FDA clears Cleviprex as first new IV antihypertensive drug in decade

 
Cleviprex to present a new IV antihypertensive treatment in critical care settings. Source: Medicines Company 
  
The FDA has approved the Medicines Company’s intravenous therapy Cleviprex injectable emulsion for the reduction of blood pressure when oral therapy is not feasible or not desirable.

Cleviprex, an intravenous (IV) antihypertensive, provides control of blood pressure in the critical-care setting, which is backed by data in the emergency department, operating room and intensive care unit. according to the Parsippany, N.J.-based company.

The company also said its Cleviprex (clevidipine butyrate) has a rapid onset and offset of action and can be titrated for blood pressure control. Unlike many current IV antihypertensive agents, metabolized by the kidney and/or liver, Cleviprex is metabolized in the blood and tissues and does not accumulate in the body.

"In the last decade, there have been no new IV antihypertensive agents introduced to the market," said John Kelley, president and chief operating officer of the Medicines Company.

The company has planned to launch Cleviprex in September.

At the 2008 Society of Critical Care Medicine (SCCM) meeting, W. Frank Peacock, MD, and colleagues from the Cleveland Clinic reported that Cleviprex was safe and effective in patients with renal dysfunction and in those with acute heart failure. The data were from phase III of the VELOCITY trial, an open-label, single-arm, multi-center study in 126 emergency department patients presenting with acutely elevated blood pressure.

Primary endpoints were the percentage of patients within initial target blood pressure range by 30 minutes, and the percentage below that range after three minutes of initiating Cleviprex.

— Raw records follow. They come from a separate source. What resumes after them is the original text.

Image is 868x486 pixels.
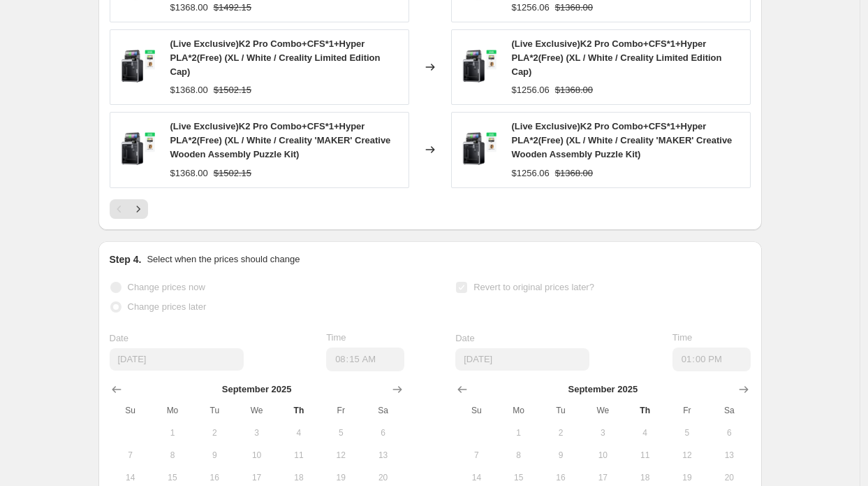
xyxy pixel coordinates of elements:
[326,348,404,371] input: 12:00
[473,282,594,292] span: Revert to original prices later?
[199,405,230,416] span: Tu
[110,349,243,370] input: 9/25/2025
[236,399,278,421] th: Wednesday
[666,399,708,421] th: Friday
[672,332,692,343] span: Time
[734,379,754,399] button: Show next month, October 2025
[362,444,403,466] button: Saturday September 13 2025
[128,282,205,292] span: Change prices now
[157,405,188,416] span: Mo
[504,427,534,438] span: 1
[171,38,381,77] span: (Live Exclusive)K2 Pro Combo+CFS*1+Hyper PLA*2(Free) (XL / White / Creality Limited Edition Cap)
[713,472,744,483] span: 20
[582,444,624,466] button: Wednesday September 10 2025
[630,472,660,483] span: 18
[278,421,320,444] button: Thursday September 4 2025
[115,472,146,483] span: 14
[278,399,320,421] th: Thursday
[241,450,272,460] span: 10
[241,427,272,438] span: 3
[624,421,666,444] button: Thursday September 4 2025
[157,427,188,438] span: 1
[713,405,744,416] span: Sa
[455,444,497,466] button: Sunday September 7 2025
[540,421,582,444] button: Tuesday September 2 2025
[504,472,534,483] span: 15
[387,379,407,399] button: Show next month, October 2025
[157,450,188,460] span: 8
[107,379,126,399] button: Show previous month, August 2025
[115,405,146,416] span: Su
[110,444,152,466] button: Sunday September 7 2025
[455,349,589,370] input: 9/25/2025
[278,444,320,466] button: Thursday September 11 2025
[194,399,236,421] th: Tuesday
[455,399,497,421] th: Sunday
[117,129,159,171] img: 1_7b776eab-5621-4c19-9ae5-ce25cb32273e_80x.png
[171,121,391,159] span: (Live Exclusive)K2 Pro Combo+CFS*1+Hyper PLA*2(Free) (XL / White / Creality 'MAKER' Creative Wood...
[708,444,750,466] button: Saturday September 13 2025
[459,129,501,171] img: 1_7b776eab-5621-4c19-9ae5-ce25cb32273e_80x.png
[666,444,708,466] button: Friday September 12 2025
[582,399,624,421] th: Wednesday
[325,405,356,416] span: Fr
[630,405,660,416] span: Th
[666,421,708,444] button: Friday September 5 2025
[672,348,751,371] input: 12:00
[152,444,194,466] button: Monday September 8 2025
[157,472,188,483] span: 15
[199,427,230,438] span: 2
[128,301,207,311] span: Change prices later
[236,421,278,444] button: Wednesday September 3 2025
[461,405,491,416] span: Su
[588,450,618,460] span: 10
[498,399,540,421] th: Monday
[672,427,702,438] span: 5
[110,200,148,219] nav: Pagination
[452,379,472,399] button: Show previous month, August 2025
[214,83,252,97] strike: $1502.15
[320,399,362,421] th: Friday
[504,450,534,460] span: 8
[362,421,403,444] button: Saturday September 6 2025
[546,472,576,483] span: 16
[555,1,592,14] strike: $1368.00
[325,472,356,483] span: 19
[283,405,314,416] span: Th
[498,444,540,466] button: Monday September 8 2025
[461,472,491,483] span: 14
[194,421,236,444] button: Tuesday September 2 2025
[283,427,314,438] span: 4
[708,421,750,444] button: Saturday September 6 2025
[367,472,398,483] span: 20
[555,166,592,180] strike: $1368.00
[582,421,624,444] button: Wednesday September 3 2025
[171,166,208,180] div: $1368.00
[540,399,582,421] th: Tuesday
[283,450,314,460] span: 11
[362,399,403,421] th: Saturday
[171,1,208,14] div: $1368.00
[152,399,194,421] th: Monday
[367,450,398,460] span: 13
[504,405,534,416] span: Mo
[194,444,236,466] button: Tuesday September 9 2025
[624,399,666,421] th: Thursday
[117,46,159,88] img: 1_7b776eab-5621-4c19-9ae5-ce25cb32273e_80x.png
[199,450,230,460] span: 9
[283,472,314,483] span: 18
[546,450,576,460] span: 9
[325,427,356,438] span: 5
[325,450,356,460] span: 12
[512,166,549,180] div: $1256.06
[630,427,660,438] span: 4
[512,83,549,97] div: $1256.06
[241,405,272,416] span: We
[320,444,362,466] button: Friday September 12 2025
[588,472,618,483] span: 17
[512,38,722,77] span: (Live Exclusive)K2 Pro Combo+CFS*1+Hyper PLA*2(Free) (XL / White / Creality Limited Edition Cap)
[713,450,744,460] span: 13
[455,332,474,343] span: Date
[630,450,660,460] span: 11
[110,399,152,421] th: Sunday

Researchers found that target blood pressure control was achieved with Cleviprex by a median of 6.3 minutes for patients with renal dysfunction and 11.3 minutes for patients with acute heart failure. They reported that 91 percent of renal dysfunction patients (N=24) and 94 percent of acute heart failure (N=19) patients reached their target within 30 minutes. The remaining patients reached their target range after 30 minutes.

Most patients (88 percent renal dysfunction, 84 percent acute heart failure) transitioned smoothly to an oral antihypertensive after completing treatment with Cleviprex. In these analyses, there were no hypotensive events and Cleviprex was well tolerated.

Independent research from Duke University Medical Center, also presented at SCCM, of a Duke Heart Center database of 5,000 patients demonstrated that blood pressure above or below a target range was significantly linked to 30-day mortality in cardiac surgery patients.

"The impetus for the Duke database analysis were the ECLIPSE results, which showed that improved blood pressure control in cardiac surgery patients significantly reduced the risk of death within 30 days following the procedure," said Solomon Aronson, MD, a professor of anesthesiology at Duke.

"These data clearly demonstrate the need to reevaluate the management of acute blood pressure changes during surgery. Furthermore, these data alert us to an important and emerging unmet clinical need for new target therapies that better manage and control severe blood pressure excursions in the hospital," Aronson said.